A clear plan with a set number of visits: Patients who have a fixed number of visits with measurable goals do better than those in open-ended maintenance care. A finish line changes how engaged patients are — and how accountable the practitioner has to be.
This is the foundation of the Endura Method — a 6-visit program built around diagnosis, specific treatment, rehab, and a finish line. The adjustment is one tool within that program, not the program itself.
The honest version of what you should expect from chiropractic care
If you’re considering chiropractic for back pain, here’s what you should expect from a competent practitioner:
- A diagnosis on day one — not “you have lower back pain” but “you have restricted L4–L5 facet joint mobility combined with weak deep spinal stabilizers and hip flexor tightness, and this is producing your pain pattern”
- A written treatment plan that includes what will be done each visit and why
- A realistic timeline — not “come back forever” but “we expect real improvement in 2–3 visits and full resolution by visit 6”
- Progress measurement — by visit 3, is the treatment working? If not, why not, and what changes?

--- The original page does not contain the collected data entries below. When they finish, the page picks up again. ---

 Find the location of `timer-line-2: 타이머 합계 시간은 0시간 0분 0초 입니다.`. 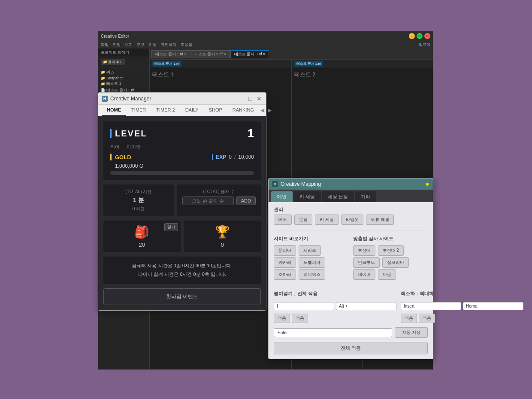

timer-line-2: 타이머 합계 시간은 0시간 0분 0초 입니다. is located at coordinates (182, 275).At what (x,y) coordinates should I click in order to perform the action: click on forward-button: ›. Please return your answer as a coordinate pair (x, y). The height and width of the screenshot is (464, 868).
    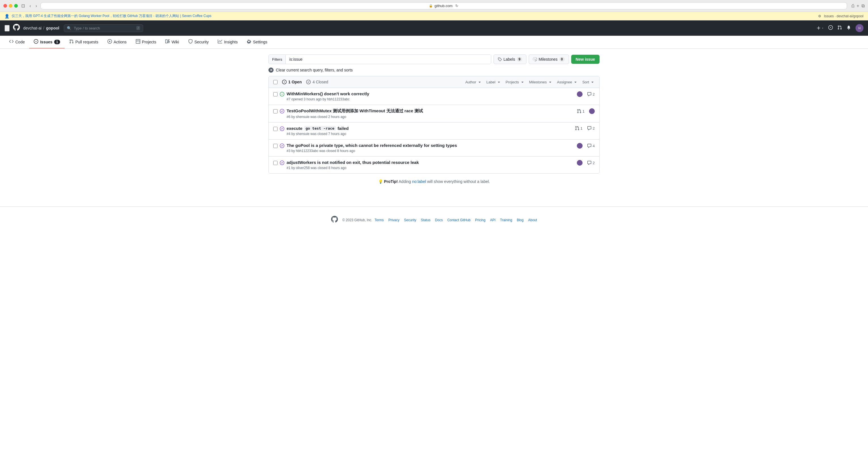
    Looking at the image, I should click on (36, 6).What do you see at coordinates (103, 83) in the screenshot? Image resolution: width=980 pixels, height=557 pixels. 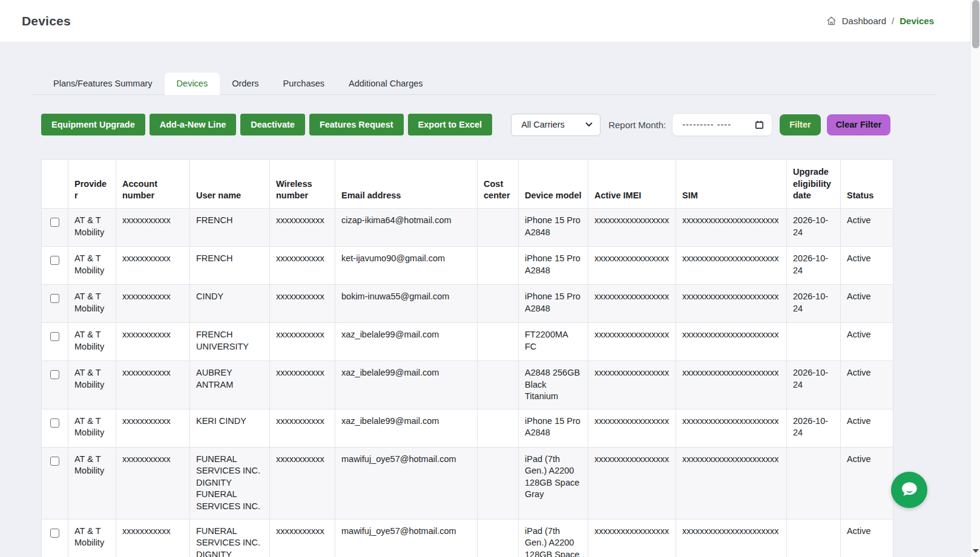 I see `tab-plans-features-summary: Plans/Features Summary` at bounding box center [103, 83].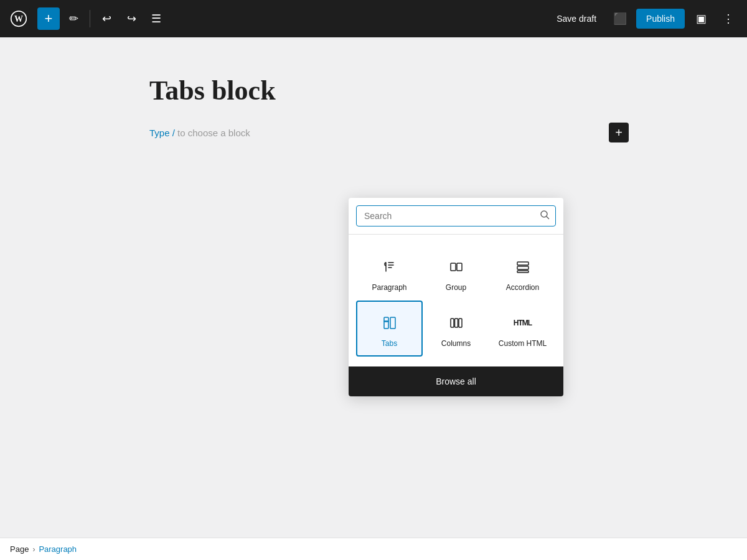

- A referral or imaging recommendation if your case warrants it — not every back pain case is appropriate for chiropractic care, and a good practitioner tells you that
If the practitioner you’re seeing doesn’t offer a diagnosis, doesn’t provide a written plan, and doesn’t have a measurable finish line — you should ask why not. Or find someone who does.
Related reading
If you’re researching evidence-based approaches to back pain, these are worth reading:
- Rubinstein SM et al. — Benefits and harms of spinal manipulative therapy for chronic low back pain (BMJ, 2019) — on the effects of spinal manipulation for chronic LBP compared to other treatments.
- Canadian Chiropractic Association — what is chiropractic care?
- NICE guideline NG59 — Low back pain and sciatica — recommends a combination of exercise and manual therapy, not passive adjustment alone.
- Ontario Chiropractic Association — patient care standards
- Lower back pain treatment at Endura
- The Endura Method
- What actually happens at your first visit
If you’ve been in maintenance care for back pain and want a second opinion on whether there’s a structural problem that can actually be resolved — that’s exactly what the first visit at Endura is for. Call Dr. Devon at (647) 951-5841 to discuss your case.
Clinically Reviewed
By Dr. Devon Savarimuthu, DC, CSCS
Doctor of Chiropractic and Certified Strength and Conditioning Specialist at Endura Chiropractic in Lawrence Park, Toronto. Last updated April 16, 2026.